The UK has voted to make itself irrelevant: it no longer matters to the rest of Europe whether it remains united

Published: June 24, 2016 at 12:15pm

Now that the United Kingdom has voted to leave the European Union, the arguments for a divided Ireland in which the British government maintains its hold over Northern Ireland while ‘Ireland’ itself is a member state of the European Union are no longer tenable.

The British government was protected from pressure to let go of Northern Ireland largely because the entire island was in the European Union anyway – Northern Ireland through the UK and the Republic of Ireland independently.

Now it is pressingly obvious what will happen next. The British government no longer has a strong basis to argue that Northern Ireland should stay in the United Kingdom, which will put it outside the European Union, rather than leaving it and uniting with the rest of Ireland as a logical next step which will make it a member of the European Union in its own right.

There will be further pressure from Scotland, though in that particular case they are not strongly backed by geography too.

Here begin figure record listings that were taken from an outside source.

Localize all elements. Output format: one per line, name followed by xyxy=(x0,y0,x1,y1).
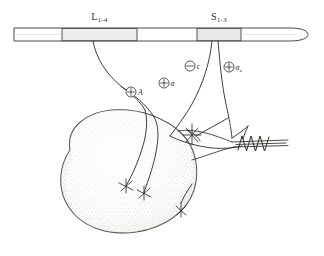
segment-S1-3-block xyxy=(197,28,241,40)
segment-L1-4[interactable]: L1-4 xyxy=(62,11,137,41)
figure-root: L1-4 S1-3 xyxy=(0,0,324,256)
sign-plus-A-label: A xyxy=(137,88,143,97)
sign-minus-c-label: c xyxy=(197,62,201,71)
segment-L1-4-label: L1-4 xyxy=(91,11,108,23)
nerve-path-spindle-afferent xyxy=(196,118,228,136)
segment-S1-3[interactable]: S1-3 xyxy=(197,11,241,41)
sign-plus-alpha-1[interactable]: α xyxy=(159,78,176,88)
muscle-belly xyxy=(56,105,206,237)
spinal-cord: L1-4 S1-3 xyxy=(14,11,308,41)
sign-plus-alpha-1-label: α xyxy=(171,79,176,88)
nerve-path-A xyxy=(93,41,145,110)
segment-L1-4-block xyxy=(62,28,137,40)
nerve-path-alpha-2 xyxy=(218,41,232,138)
sign-plus-A[interactable]: A xyxy=(126,87,143,97)
sign-minus-c[interactable]: c xyxy=(185,61,201,71)
spinal-reflex-diagram: L1-4 S1-3 xyxy=(0,0,324,256)
muscle-belly-shading xyxy=(56,105,206,237)
nerve-path-c-descending xyxy=(170,41,212,136)
sign-plus-alpha-2-label: αa xyxy=(236,63,243,73)
sign-plus-alpha-2[interactable]: αa xyxy=(224,62,243,73)
segment-S1-3-label: S1-3 xyxy=(211,11,227,23)
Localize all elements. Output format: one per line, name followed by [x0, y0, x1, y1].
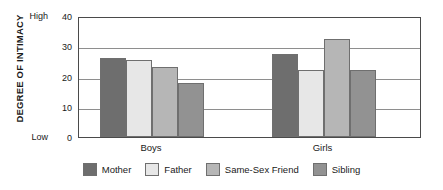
legend: MotherFatherSame-Sex FriendSibling — [0, 163, 443, 176]
y-tick-20: 20 — [54, 73, 72, 83]
legend-swatch-same-sex-friend — [206, 163, 220, 176]
bars-layer — [79, 18, 420, 137]
y-axis-title: DEGREE OF INTIMACY — [14, 6, 25, 132]
legend-swatch-father — [145, 163, 159, 176]
y-axis-high-label: High — [29, 11, 48, 21]
x-label-girls: Girls — [283, 142, 363, 153]
legend-item-sibling[interactable]: Sibling — [313, 163, 361, 176]
bar-girls-same-sex-friend — [324, 39, 350, 137]
y-tick-0: 0 — [54, 133, 72, 143]
y-tick-30: 30 — [54, 42, 72, 52]
bar-girls-sibling — [350, 70, 376, 137]
bar-boys-father — [126, 60, 152, 137]
bar-boys-mother — [100, 58, 126, 137]
bar-boys-sibling — [178, 83, 204, 137]
legend-label-mother: Mother — [102, 164, 132, 175]
y-tick-10: 10 — [54, 103, 72, 113]
legend-swatch-sibling — [313, 163, 327, 176]
legend-item-mother[interactable]: Mother — [83, 163, 132, 176]
bar-girls-father — [298, 70, 324, 137]
legend-swatch-mother — [83, 163, 97, 176]
legend-label-sibling: Sibling — [332, 164, 361, 175]
bar-chart: DEGREE OF INTIMACY High Low 010203040 Bo… — [0, 0, 443, 190]
legend-label-father: Father — [164, 164, 191, 175]
bar-girls-mother — [272, 54, 298, 137]
legend-item-father[interactable]: Father — [145, 163, 191, 176]
plot-area — [78, 17, 421, 138]
x-label-boys: Boys — [111, 142, 191, 153]
bar-boys-same-sex-friend — [152, 67, 178, 137]
legend-label-same-sex-friend: Same-Sex Friend — [225, 164, 299, 175]
y-axis-low-label: Low — [31, 132, 48, 142]
legend-item-same-sex-friend[interactable]: Same-Sex Friend — [206, 163, 299, 176]
y-tick-40: 40 — [54, 12, 72, 22]
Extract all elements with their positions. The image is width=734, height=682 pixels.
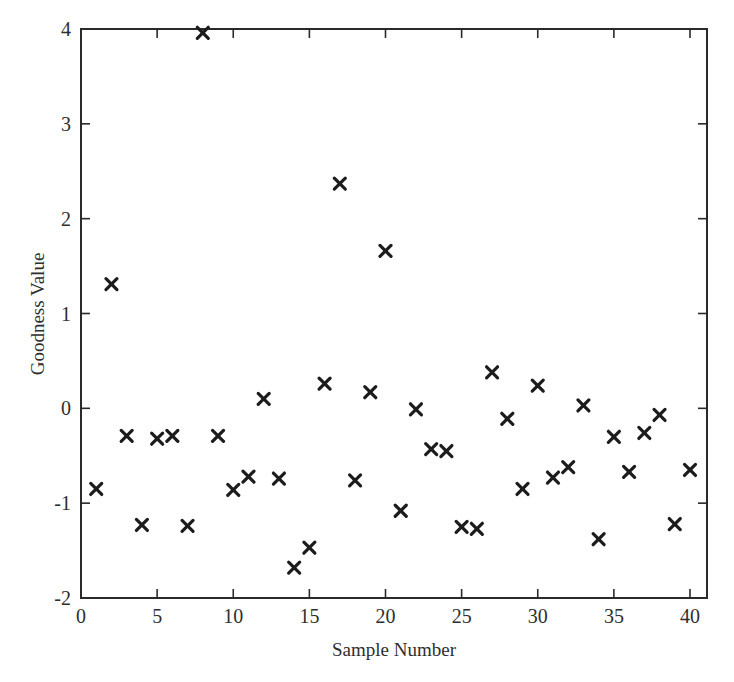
x-marker-point xyxy=(547,472,558,483)
x-marker-point xyxy=(608,431,619,442)
x-marker-point xyxy=(152,433,163,444)
x-marker-point xyxy=(167,430,178,441)
x-marker-point xyxy=(669,519,680,530)
x-marker-point xyxy=(456,521,467,532)
figure-caption-cropped xyxy=(0,674,734,682)
x-marker-point xyxy=(136,519,147,530)
x-tick-label: 20 xyxy=(376,605,396,627)
y-tick-label: 2 xyxy=(61,208,71,230)
x-marker-point xyxy=(121,430,132,441)
x-marker-point xyxy=(578,400,589,411)
x-axis-label: Sample Number xyxy=(332,639,457,660)
x-tick-label: 35 xyxy=(604,605,624,627)
x-marker-point xyxy=(624,466,635,477)
x-marker-point xyxy=(319,378,330,389)
x-marker-point xyxy=(289,562,300,573)
y-tick-label: 0 xyxy=(61,397,71,419)
x-marker-point xyxy=(365,387,376,398)
x-marker-point xyxy=(654,409,665,420)
x-marker-point xyxy=(471,523,482,534)
x-marker-point xyxy=(228,484,239,495)
x-marker-point xyxy=(106,279,117,290)
x-tick-label: 5 xyxy=(152,605,162,627)
y-axis-label: Goodness Value xyxy=(27,253,48,376)
x-marker-point xyxy=(685,464,696,475)
x-marker-point xyxy=(563,462,574,473)
x-tick-label: 10 xyxy=(223,605,243,627)
y-tick-label: -1 xyxy=(54,492,71,514)
data-series xyxy=(91,27,696,573)
x-tick-label: 15 xyxy=(299,605,319,627)
plot-border xyxy=(81,29,707,598)
y-tick-label: 1 xyxy=(61,303,71,325)
x-tick-label: 25 xyxy=(452,605,472,627)
x-marker-point xyxy=(441,446,452,457)
x-marker-point xyxy=(593,534,604,545)
x-marker-point xyxy=(380,245,391,256)
x-marker-point xyxy=(243,471,254,482)
x-marker-point xyxy=(304,542,315,553)
scatter-chart: 0510152025303540 -2-101234 Sample Number… xyxy=(0,0,734,682)
plot-area xyxy=(81,29,707,598)
x-marker-point xyxy=(213,430,224,441)
x-marker-point xyxy=(395,505,406,516)
x-marker-point xyxy=(426,444,437,455)
x-marker-point xyxy=(639,427,650,438)
x-axis: 0510152025303540 xyxy=(76,29,700,627)
x-marker-point xyxy=(517,483,528,494)
x-marker-point xyxy=(91,483,102,494)
x-marker-point xyxy=(334,178,345,189)
y-tick-label: -2 xyxy=(54,587,71,609)
y-tick-label: 4 xyxy=(61,18,71,40)
x-marker-point xyxy=(350,475,361,486)
x-marker-point xyxy=(410,404,421,415)
x-marker-point xyxy=(502,413,513,424)
x-marker-point xyxy=(487,367,498,378)
x-marker-point xyxy=(258,393,269,404)
x-tick-label: 40 xyxy=(680,605,700,627)
x-tick-label: 30 xyxy=(528,605,548,627)
x-marker-point xyxy=(273,473,284,484)
chart-canvas: 0510152025303540 -2-101234 Sample Number… xyxy=(0,0,734,682)
x-marker-point xyxy=(532,380,543,391)
y-axis: -2-101234 xyxy=(54,18,707,609)
y-tick-label: 3 xyxy=(61,113,71,135)
x-marker-point xyxy=(182,520,193,531)
x-tick-label: 0 xyxy=(76,605,86,627)
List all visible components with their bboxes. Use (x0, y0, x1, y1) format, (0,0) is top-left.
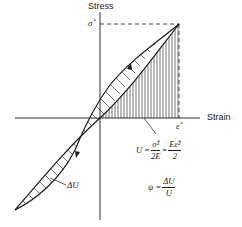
energy-frac-2: Eε̂² 2 (168, 140, 181, 160)
energy-frac-1: σ̂² 2E (151, 140, 160, 160)
strain-axis-label: Strain (207, 113, 231, 122)
energy-frac-2-num: Eε̂² (168, 140, 181, 151)
loss-factor-frac: ΔU U (162, 177, 175, 197)
loss-factor-lhs: ψ = (148, 183, 161, 192)
peak-stress-label: σ̂ (88, 19, 92, 28)
loss-factor-num: ΔU (162, 177, 175, 188)
arrow-down-icon (75, 151, 80, 158)
loss-factor-equation: ψ = ΔU U (148, 177, 176, 197)
stored-energy-hatch (103, 20, 178, 120)
loss-area-label: ΔU (67, 181, 79, 190)
energy-frac-1-num: σ̂² (151, 140, 160, 151)
energy-leader (144, 118, 156, 134)
energy-frac-2-den: 2 (173, 151, 177, 161)
hysteresis-diagram (0, 0, 242, 227)
energy-eq-equals: = (161, 146, 167, 155)
energy-eq-lhs: U = (136, 146, 150, 155)
energy-equation: U = σ̂² 2E = Eε̂² 2 (136, 140, 182, 160)
energy-frac-1-den: 2E (151, 151, 160, 161)
peak-strain-label: ε̂ (176, 122, 180, 131)
loss-factor-den: U (166, 188, 172, 198)
stress-axis-label: Stress (88, 2, 114, 11)
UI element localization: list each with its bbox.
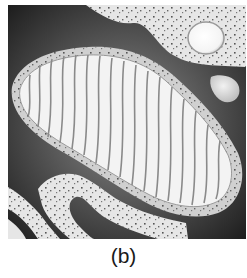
- mitochondrion-illustration: [8, 5, 246, 239]
- vesicle: [188, 22, 224, 54]
- panel-label: (b): [0, 244, 247, 268]
- mitochondrion-figure: [8, 5, 246, 239]
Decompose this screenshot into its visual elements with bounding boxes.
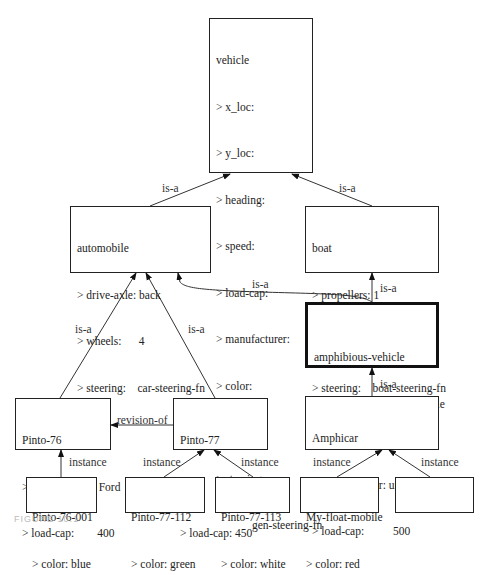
label-pinto76-automobile: is-a (75, 323, 92, 335)
frame-title: Amphicar (312, 431, 432, 447)
label-pinto77113-pinto77: instance (241, 456, 279, 468)
label-amphibious-automobile: is-a (252, 278, 269, 290)
slot: > color: green (131, 557, 199, 573)
slot: > y_loc: (216, 146, 306, 162)
frame-amphibious-vehicle[interactable]: amphibious-vehicle > lock-doors: lock-do… (305, 302, 439, 368)
slot: > color: red (306, 557, 373, 573)
frame-pinto-76[interactable]: Pinto-76 > manufacturer: Ford > load-cap… (15, 398, 111, 450)
figure-caption: FIGURE 10.1 (14, 514, 79, 524)
label-automobile-vehicle: is-a (162, 182, 179, 194)
frame-title: boat (312, 241, 432, 257)
slot: > wheels: 4 (77, 334, 204, 350)
label-boat-vehicle: is-a (339, 182, 356, 194)
label-pinto77112-pinto77: instance (143, 456, 181, 468)
slot: > x_loc: (216, 100, 306, 116)
label-amphicar-amphibious: is-a (380, 378, 397, 390)
slot: > color: white (221, 557, 284, 573)
frame-amphicar[interactable]: Amphicar > manufacturer: unknown > load-… (305, 396, 439, 450)
label-pinto76001-pinto76: instance (69, 456, 107, 468)
frame-title: Pinto-76 (22, 433, 104, 449)
frame-pinto-77-112[interactable]: Pinto-77-112 > color: green (125, 477, 205, 513)
frame-title: Pinto-77 (180, 433, 261, 449)
frame-vehicle[interactable]: vehicle > x_loc: > y_loc: > heading: > s… (209, 18, 313, 173)
slot: > steering: car-steering-fn (77, 381, 204, 397)
slot: > propellers: 1 (312, 288, 432, 304)
frame-my-float-mobile[interactable]: My-float-mobile > color: red (300, 477, 379, 513)
slot: > manufacturer: (216, 332, 306, 348)
frame-pinto-76-001[interactable]: Pinto-76-001 > color: blue (26, 477, 97, 513)
label-empty-amphicar: instance (421, 456, 459, 468)
label-amphibious-boat: is-a (380, 282, 397, 294)
frame-title: Pinto-77-113 (221, 510, 284, 526)
frame-empty-instance[interactable] (395, 477, 474, 513)
slot: > color: (216, 379, 306, 395)
label-myfloat-amphicar: instance (313, 456, 351, 468)
slot: > heading: (216, 193, 306, 209)
slot: > color: blue (32, 557, 91, 573)
frame-title: amphibious-vehicle (314, 350, 430, 366)
frame-pinto-77[interactable]: Pinto-77 > load-cap: 450 (173, 398, 268, 450)
frame-title: automobile (77, 241, 204, 257)
frame-title: My-float-mobile (306, 510, 373, 526)
label-pinto77-automobile: is-a (188, 323, 205, 335)
slot: > drive-axle: back (77, 288, 204, 304)
frame-title: Pinto-77-112 (131, 510, 199, 526)
frame-automobile[interactable]: automobile > drive-axle: back > wheels: … (70, 206, 211, 273)
frame-title: vehicle (216, 53, 306, 69)
slot: > speed: (216, 239, 306, 255)
frame-boat[interactable]: boat > propellers: 1 > hulls: 1 > steeri… (305, 206, 439, 273)
frame-pinto-77-113[interactable]: Pinto-77-113 > color: white (215, 477, 290, 513)
label-pinto77-pinto76: revision-of (117, 414, 167, 426)
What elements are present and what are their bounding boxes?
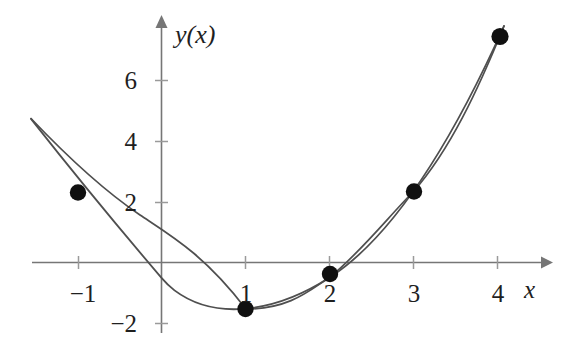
chart-figure: y(x) x 6 4 2 −2 −1 1 2 3 4 <box>0 0 567 349</box>
data-point-marker <box>406 183 422 199</box>
fitted-curve <box>31 26 504 309</box>
x-axis-arrowhead <box>541 257 553 269</box>
x-axis <box>32 257 553 269</box>
y-tick-label-neg2: −2 <box>95 311 137 336</box>
x-tick-label-1: 1 <box>233 281 259 306</box>
data-point-marker <box>491 28 508 45</box>
x-tick-label-neg1: −1 <box>63 281 103 306</box>
x-tick-label-3: 3 <box>401 281 427 306</box>
x-tick-label-4: 4 <box>485 281 511 306</box>
x-axis-title: x <box>524 277 535 302</box>
y-tick-label-2: 2 <box>105 190 137 215</box>
y-tick-label-4: 4 <box>105 129 137 154</box>
y-axis-title: y(x) <box>175 22 215 48</box>
y-axis-arrowhead <box>156 15 168 28</box>
y-tick-label-6: 6 <box>105 68 137 93</box>
x-tick-label-2: 2 <box>317 281 343 306</box>
data-point-marker <box>70 184 86 200</box>
y-axis <box>156 15 168 333</box>
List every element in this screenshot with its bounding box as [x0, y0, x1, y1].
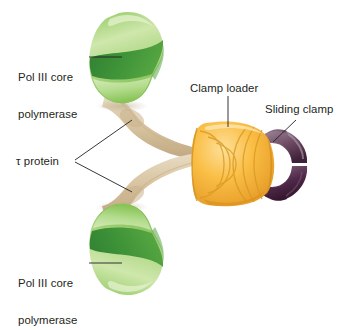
label-pol3-core-bottom-line1: Pol III core	[18, 277, 77, 289]
label-pol3-core-top-line2: polymerase	[18, 108, 77, 120]
label-pol3-core-top-line1: Pol III core	[18, 71, 77, 83]
leader-tau-upper	[75, 120, 132, 160]
label-pol3-core-bottom: Pol III core polymerase	[18, 252, 77, 330]
label-pol3-core-bottom-line2: polymerase	[18, 314, 77, 326]
clamp-loader	[192, 121, 274, 206]
label-tau-protein: τ protein	[16, 155, 59, 168]
label-pol3-core-top: Pol III core polymerase	[18, 46, 77, 145]
label-sliding-clamp: Sliding clamp	[265, 103, 333, 116]
pol3-core-polymerase-bottom	[89, 204, 163, 295]
label-clamp-loader: Clamp loader	[190, 82, 258, 95]
leader-tau-lower	[75, 162, 132, 192]
pol3-core-polymerase-top	[89, 12, 163, 103]
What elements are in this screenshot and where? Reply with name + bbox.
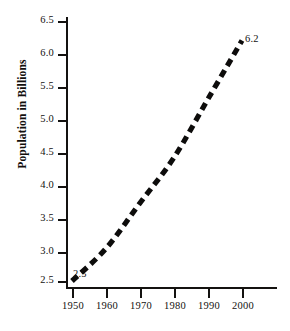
plot-area xyxy=(0,0,290,331)
population-line-chart: Population in Billions 6.5 6.0 5.5 5.0 4… xyxy=(0,0,290,331)
data-label-end: 6.2 xyxy=(245,33,259,44)
data-label-start: 2.5 xyxy=(73,268,87,279)
population-series-line xyxy=(72,41,242,282)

And the bottom line is that the rest of Europe will now not give a damn if the United Kingdom breaks up, and the British government will not receive any support from the EU in keeping the UK together. On the contrary, the EU will now be obliged in the opposite direction: to help those parts of the UK which want to stay in the EU. A united Ireland will henceforth be in the interest of the European Union in a way that it never mattered before. And Scotland, which was encouraged to vote against independence in its own referendum not long ago, by statements from the EU saying that it would be unable to stay within the Union if it seceded from the UK, but would have to apply for membership in its own right, will now be looking to restart that process.